Take Me Along (music and lyrics by Bob Merrill; book by Joseph Stein & Robert Russell) sets to music Eugene O’Neill’s only pleasant, nostalgic play of family life, and keeps it pleasantly nostalgic. In Ah, Wilderness! O’Neill traded tragedy for Tarkington, Freud for the Fourth of July, tom-toms for small-town brass bands. Take Me Along keeps much the same small-town look, 1910 flavor, horse-and-buggy pace. Its drinking is confined to a likable bachelor and a would-be sex-bad boy; its passion consists of the same boy’s book-fed notions of it. Even in its parading, the show never turns brassy. Its tunes are offhand but full of lilt; and those who fill its period roles are mostly actors rather than musicomedy performers. That is why, at their best, they perform so engagingly. Take Me Along itself has less the effect of a full-scale musical than of a show much enlivened with music.
Jackie Gleason is the one overt performer in Take Me Along, but he displays more of a vaudeville than a video air as he and Walter Pidgeon do a delightful soft-shoe dance, or as he says: “There are 14 saloons in this town, and I’ve never set foot in one of them—the one on 4th Street.” But Actor Pidgeon, with his plaintive middle-aged joke in Staying Young, and Robert Morse, with his just-right teen-age theatrics in I Would Die, and Eileen Herlie, hilariously spinsterish about the facts of life in I Get Embarrassed, are refreshingly personal rather than professional in their way with a song.
Take Me Along could do with more dancing, but a gay Aubrey Beardsley ballet, a sort of absinthe-coated peppermint stick, wickedly whirls all Actor Morse’s callow, adolescent sex fantasies—Salome and George Sand, Lysistrata and Camille —into one. As the show proceeds, certain scenes are repeated, certain songs are reprised. But from the outset, Take Me Along puts its trust in mood rather than momentum. Rather than shattering the funny bone, ravishing the ear or dazzling the eye, it just leaves a nice taste in the mouth.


- _Try it_: Look over the lines below. Report each one that includes the string "Your".
★ ★ ★ ★ ★ ★ ★
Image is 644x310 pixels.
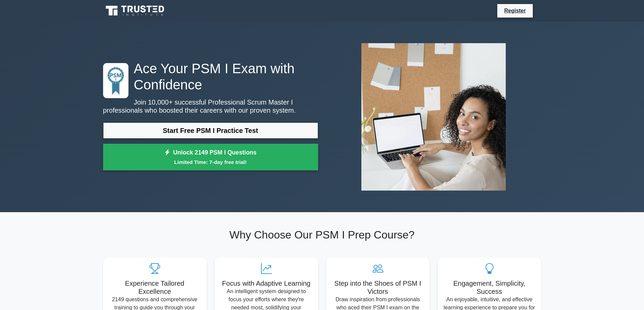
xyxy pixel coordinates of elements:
h5: Experience Tailored Excellence [109,279,201,296]
p: Join 10,000+ successful Professional Scrum Master I professionals who boosted their careers with ... [103,98,318,114]
a: Register [500,6,529,15]
a: Start Free PSM I Practice Test [103,123,318,138]
h5: Step into the Shoes of PSM I Victors [331,279,424,296]
h5: Engagement, Simplicity, Success [443,279,535,296]
h2: Why Choose Our PSM I Prep Course? [103,229,541,242]
small: Limited Time: 7-day free trial! [112,158,309,166]
h5: Focus with Adaptive Learning [220,279,313,288]
h1: Ace Your PSM I Exam with Confidence [103,61,318,93]
a: Unlock 2149 PSM I QuestionsLimited Time: 7-day free trial! [103,144,318,171]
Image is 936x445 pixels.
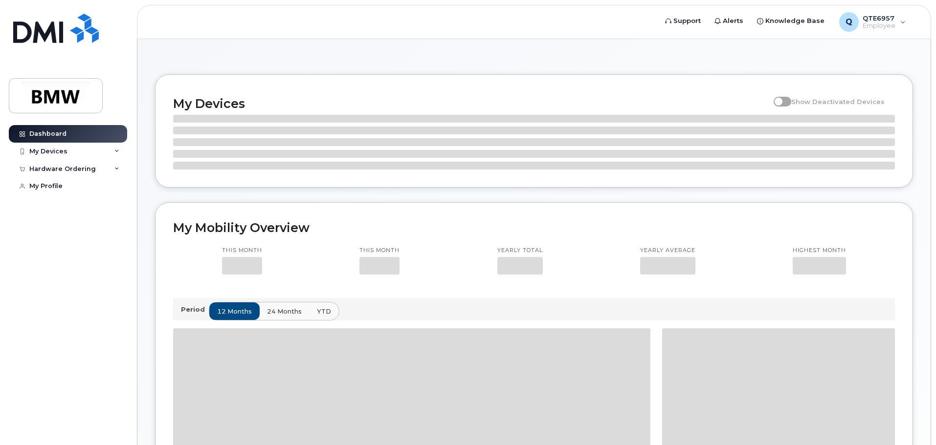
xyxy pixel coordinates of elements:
span: Show Deactivated Devices [791,98,885,106]
h2: My Mobility Overview [173,221,895,235]
p: Yearly total [497,247,543,255]
p: This month [222,247,262,255]
p: Yearly average [640,247,695,255]
p: Period [181,305,209,314]
p: This month [359,247,399,255]
span: 24 months [267,307,302,316]
input: Show Deactivated Devices [774,92,781,100]
p: Highest month [793,247,846,255]
h2: My Devices [173,96,769,111]
span: YTD [317,307,331,316]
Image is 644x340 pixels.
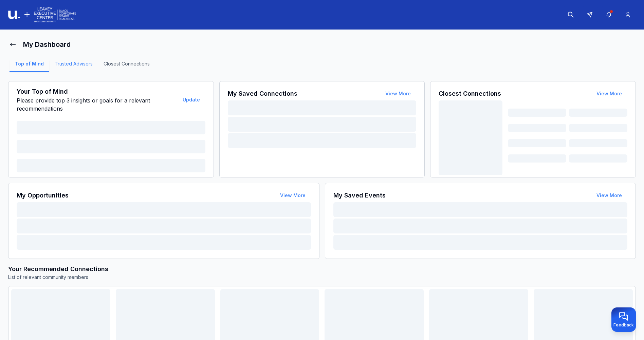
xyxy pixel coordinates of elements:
[8,264,636,274] h3: Your Recommended Connections
[591,189,627,202] button: View More
[49,60,98,72] a: Trusted Advisors
[17,191,69,200] h3: My Opportunities
[8,274,636,281] p: List of relevant community members
[17,96,176,112] p: Please provide top 3 insights or goals for a relevant recommendations
[591,87,627,100] button: View More
[611,307,636,331] button: Provide feedback
[275,189,311,202] button: View More
[613,322,634,327] span: Feedback
[228,89,297,98] h3: My Saved Connections
[438,89,501,98] h3: Closest Connections
[23,40,71,49] h1: My Dashboard
[8,6,76,23] img: Logo
[10,60,49,72] a: Top of Mind
[380,87,416,100] button: View More
[333,191,385,200] h3: My Saved Events
[98,60,155,72] a: Closest Connections
[177,93,206,107] button: Update
[17,87,176,96] h3: Your Top of Mind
★ ★ ★ ★ ★ ★ ★
- _Worked solution_:
h1: Ace Your PSM I Exam with Confidence [103,61,318,93]
[8,264,636,274] h3: Your Recommended Connections
[17,87,176,96] h3: Your Top of Mind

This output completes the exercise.